Department eliminates services, employees
Family planning, sexually transmitted diseases services will be handled by private agencies after Jan. 1
The Frederick County Health Department is taking steps to help clients who will need family planning services and treatment for sexually transmitted diseases, once those services are eliminated from the department in January.
The health department is putting together a proposal to solicit private providers to offer these services after Jan. 1. A private provider will be chosen by the health department based on a bid.
"Our plan, once the health department stops providing these services, is to contract out with the private sector," the department's health officer, Dr. Barbara A. Brookmyer, said Tuesday. "We're now developing a process for rating the bids. Hopefully this transition will run smoothly for our clients as much as possible."
Brookmyer said the private provider must offer services to teens, women and men who have no insurance. State grant funding will be available to help pay for the expected increase in patients.
Planned Parenthood of Frederick plans to bid for the right to provide services to former health department clients that need family planning and treatment for sexually transmitted diseases.
The agency anticipates receiving a slew of new patients once services are no longer provided by the health department.
"It's in our best interest to apply," said John Nugent, president of Planned Parenthood of Maryland.
Planned Parenthood already has a similar arrangement with the Talbot County Health Department, Nugent said.
Brookmyer said most of the health department's clients know about the state budget cuts that have forced the health department to eliminate these programs. Health department officials are notifying clients of their plans to contract out the services.
But Brookmyer said this process is challenging, since many patients leave no phone number and prefer not to be contacted.
As a result of the dropped programs, five nurses, one office clerk and four interpreters who worked in the departments will be laid off. Eight staff members will be reassigned to an H1N1 influenza planning and response service, which is funded by a temporary federal grant.
The layoffs were based on seniority, consistent with the state's process of determining layoffs, the health department said in a press release.
The funding cut also reduced the department's budget by 25 percent for cancer screenings and tobacco prevention and cessation programs.
The scale-backs in services and employees came as a result of an $814,239 cut in the department's fiscal 2010 budget, imposed by the Maryland Board of Public Works in August.
Public Works approved $454 million in budget cuts to help the state's lingering budget woes. Of that, $210 million were cuts to Maryland's 23 counties and Baltimore City.
The health department's cut is part of a larger $10 million slash in aid from the state to Frederick County.
The cuts compounded the health department's financial woes, as the agency's budget had already taken a $464,000 hit in at the end of fiscal 2009 which ended June 30 that led to a 15 percent reduction in its health services staff.
The department said that 98 percent of its budget is salaries, and the recent cuts from the state could not be absorbed in operating costs.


• [WHAT THIS TASK INVOLVES] Go through the material line by line. Say how many lines contain the word "linear", and give nothing more.

• • •

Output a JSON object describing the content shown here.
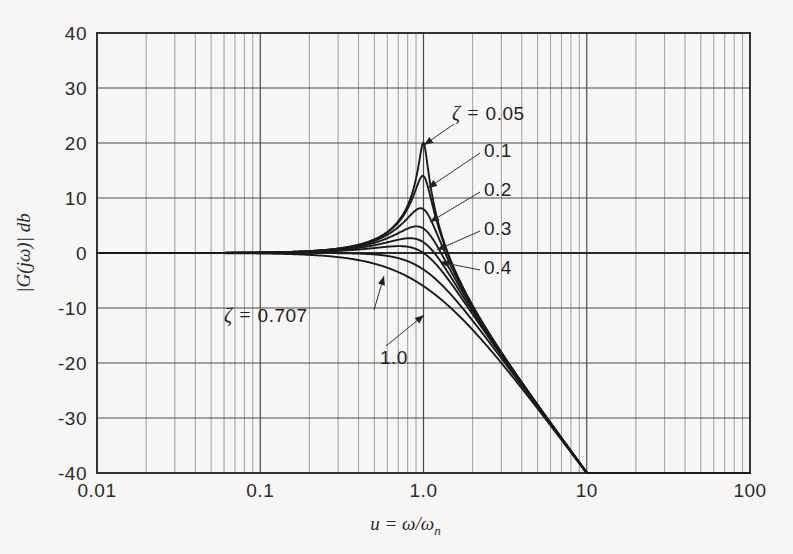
{
  "figure": {
    "background_color": "#f7f6f4",
    "grid_color": "#8d8d8d",
    "major_grid_color": "#4a4a4a",
    "curve_color": "#1a1a1a",
    "axis_color": "#333333"
  },
  "axes": {
    "x": {
      "label": "u = ω/ωn",
      "label_main": "u = ",
      "label_omega": "ω/ω",
      "label_sub": "n",
      "scale": "log",
      "min": 0.01,
      "max": 100,
      "tick_labels": [
        "0.01",
        "0.1",
        "1.0",
        "10",
        "100"
      ],
      "tick_values": [
        0.01,
        0.1,
        1.0,
        10,
        100
      ]
    },
    "y": {
      "label": "|G(jω)|  db",
      "scale": "linear",
      "min": -40,
      "max": 40,
      "tick_labels": [
        "40",
        "30",
        "20",
        "10",
        "0",
        "-10",
        "-20",
        "-30",
        "-40"
      ],
      "tick_values": [
        40,
        30,
        20,
        10,
        0,
        -10,
        -20,
        -30,
        -40
      ]
    }
  },
  "annotations": [
    {
      "id": "zeta-005",
      "text": "ζ = 0.05",
      "prefix": "ζ = ",
      "value": "0.05",
      "x": 452,
      "y": 120,
      "leader_to_x": 424,
      "leader_to_y": 145
    },
    {
      "id": "zeta-01",
      "text": "0.1",
      "prefix": "",
      "value": "0.1",
      "x": 484,
      "y": 157,
      "leader_to_x": 428,
      "leader_to_y": 188
    },
    {
      "id": "zeta-02",
      "text": "0.2",
      "prefix": "",
      "value": "0.2",
      "x": 484,
      "y": 196,
      "leader_to_x": 430,
      "leader_to_y": 222
    },
    {
      "id": "zeta-03",
      "text": "0.3",
      "prefix": "",
      "value": "0.3",
      "x": 484,
      "y": 235,
      "leader_to_x": 437,
      "leader_to_y": 250
    },
    {
      "id": "zeta-04",
      "text": "0.4",
      "prefix": "",
      "value": "0.4",
      "x": 484,
      "y": 274,
      "leader_to_x": 440,
      "leader_to_y": 262
    },
    {
      "id": "zeta-0707",
      "text": "ζ = 0.707",
      "prefix": "ζ = ",
      "value": "0.707",
      "x": 224,
      "y": 322,
      "leader_to_x": 384,
      "leader_to_y": 276
    },
    {
      "id": "zeta-10",
      "text": "1.0",
      "prefix": "",
      "value": "1.0",
      "x": 380,
      "y": 364,
      "leader_to_x": 424,
      "leader_to_y": 315
    }
  ],
  "chart_data": {
    "type": "line",
    "title": "",
    "subtitle": "",
    "xlabel": "u = ω/ωn",
    "ylabel": "|G(jω)| db",
    "xscale": "log",
    "yscale": "linear",
    "xlim": [
      0.01,
      100
    ],
    "ylim": [
      -40,
      40
    ],
    "grid": true,
    "grid_style": "log-minor-vertical + linear-horizontal",
    "legend": "inline annotations with leader lines",
    "formula": "20*log10(1/sqrt((1-u^2)^2 + (2*zeta*u)^2))",
    "series": [
      {
        "name": "ζ = 0.05",
        "zeta": 0.05,
        "peak_db": 20.0,
        "peak_u": 0.9975,
        "x": [
          0.01,
          0.02,
          0.05,
          0.1,
          0.2,
          0.3,
          0.4,
          0.5,
          0.6,
          0.7,
          0.8,
          0.9,
          0.95,
          0.99,
          1.0,
          1.05,
          1.1,
          1.2,
          1.3,
          1.5,
          2.0,
          3.0,
          5.0,
          10.0
        ],
        "values": [
          0.0,
          0.0,
          0.02,
          0.09,
          0.35,
          0.83,
          1.55,
          2.5,
          3.87,
          5.85,
          8.87,
          14.3,
          19.6,
          19.96,
          20.0,
          16.8,
          13.4,
          9.2,
          6.6,
          3.2,
          -3.5,
          -18.1,
          -27.6,
          -40.0
        ]
      },
      {
        "name": "ζ = 0.1",
        "zeta": 0.1,
        "peak_db": 14.0,
        "peak_u": 0.99,
        "x": [
          0.01,
          0.02,
          0.05,
          0.1,
          0.2,
          0.3,
          0.4,
          0.5,
          0.6,
          0.7,
          0.8,
          0.9,
          0.95,
          0.99,
          1.0,
          1.05,
          1.1,
          1.2,
          1.3,
          1.5,
          2.0,
          3.0,
          5.0,
          10.0
        ],
        "values": [
          0.0,
          0.0,
          0.02,
          0.09,
          0.35,
          0.82,
          1.53,
          2.46,
          3.77,
          5.62,
          8.13,
          11.8,
          13.4,
          14.0,
          14.0,
          12.9,
          11.2,
          8.2,
          6.1,
          3.0,
          -3.5,
          -18.1,
          -27.6,
          -40.0
        ]
      },
      {
        "name": "ζ = 0.2",
        "zeta": 0.2,
        "peak_db": 8.1,
        "peak_u": 0.96,
        "x": [
          0.01,
          0.02,
          0.05,
          0.1,
          0.2,
          0.3,
          0.4,
          0.5,
          0.6,
          0.7,
          0.8,
          0.9,
          0.95,
          1.0,
          1.05,
          1.1,
          1.2,
          1.3,
          1.5,
          2.0,
          3.0,
          5.0,
          10.0
        ],
        "values": [
          0.0,
          0.0,
          0.02,
          0.09,
          0.34,
          0.79,
          1.45,
          2.29,
          3.42,
          4.86,
          6.54,
          7.93,
          8.07,
          7.96,
          7.4,
          6.6,
          5.2,
          4.1,
          2.2,
          -3.4,
          -18.0,
          -27.6,
          -40.0
        ]
      },
      {
        "name": "ζ = 0.3",
        "zeta": 0.3,
        "peak_db": 4.8,
        "peak_u": 0.91,
        "x": [
          0.01,
          0.02,
          0.05,
          0.1,
          0.2,
          0.3,
          0.4,
          0.5,
          0.6,
          0.7,
          0.8,
          0.9,
          0.95,
          1.0,
          1.05,
          1.1,
          1.2,
          1.3,
          1.5,
          2.0,
          3.0,
          5.0,
          10.0
        ],
        "values": [
          0.0,
          0.0,
          0.02,
          0.09,
          0.33,
          0.74,
          1.32,
          2.02,
          2.89,
          3.83,
          4.62,
          4.85,
          4.72,
          4.44,
          4.0,
          3.5,
          2.6,
          1.7,
          0.3,
          -4.0,
          -17.8,
          -27.5,
          -40.0
        ]
      },
      {
        "name": "ζ = 0.4",
        "zeta": 0.4,
        "peak_db": 2.7,
        "peak_u": 0.825,
        "x": [
          0.01,
          0.02,
          0.05,
          0.1,
          0.2,
          0.3,
          0.4,
          0.5,
          0.6,
          0.7,
          0.8,
          0.9,
          0.95,
          1.0,
          1.05,
          1.1,
          1.2,
          1.3,
          1.5,
          2.0,
          3.0,
          5.0,
          10.0
        ],
        "values": [
          0.0,
          0.0,
          0.02,
          0.08,
          0.31,
          0.67,
          1.16,
          1.7,
          2.25,
          2.6,
          2.71,
          2.5,
          2.32,
          1.94,
          1.5,
          1.1,
          0.2,
          -0.7,
          -2.2,
          -5.3,
          -18.0,
          -27.5,
          -40.0
        ]
      },
      {
        "name": "ζ = 0.5",
        "zeta": 0.5,
        "peak_db": 1.25,
        "peak_u": 0.707,
        "x": [
          0.01,
          0.02,
          0.05,
          0.1,
          0.2,
          0.3,
          0.4,
          0.5,
          0.6,
          0.7,
          0.8,
          0.9,
          1.0,
          1.1,
          1.2,
          1.3,
          1.5,
          2.0,
          3.0,
          5.0,
          10.0
        ],
        "values": [
          0.0,
          0.0,
          0.01,
          0.08,
          0.28,
          0.59,
          0.96,
          1.25,
          1.31,
          1.25,
          0.93,
          0.33,
          0.0,
          -1.3,
          -2.3,
          -3.4,
          -5.1,
          -8.2,
          -18.3,
          -27.6,
          -40.0
        ]
      },
      {
        "name": "ζ = 0.707",
        "zeta": 0.707,
        "peak_db": 0.0,
        "peak_u": 0.0,
        "x": [
          0.01,
          0.02,
          0.05,
          0.1,
          0.2,
          0.3,
          0.4,
          0.5,
          0.6,
          0.7,
          0.8,
          0.9,
          1.0,
          1.1,
          1.2,
          1.3,
          1.5,
          2.0,
          3.0,
          5.0,
          10.0
        ],
        "values": [
          0.0,
          0.0,
          0.0,
          0.04,
          0.13,
          0.23,
          0.24,
          0.07,
          -0.33,
          -1.0,
          -1.9,
          -2.9,
          -3.0,
          -5.2,
          -6.5,
          -7.8,
          -10.0,
          -12.3,
          -19.1,
          -27.8,
          -40.0
        ]
      },
      {
        "name": "ζ = 1.0",
        "zeta": 1.0,
        "peak_db": 0.0,
        "peak_u": 0.0,
        "x": [
          0.01,
          0.02,
          0.05,
          0.1,
          0.2,
          0.3,
          0.4,
          0.5,
          0.6,
          0.7,
          0.8,
          0.9,
          1.0,
          1.1,
          1.2,
          1.3,
          1.5,
          2.0,
          3.0,
          5.0,
          10.0
        ],
        "values": [
          0.0,
          0.0,
          -0.01,
          -0.09,
          -0.34,
          -0.75,
          -1.29,
          -1.94,
          -2.65,
          -3.4,
          -4.16,
          -4.92,
          -6.0,
          -6.4,
          -7.1,
          -7.8,
          -10.2,
          -14.0,
          -20.0,
          -28.3,
          -40.0
        ]
      }
    ]
  }
}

• • •

• [FINISHED EXERCISE] 3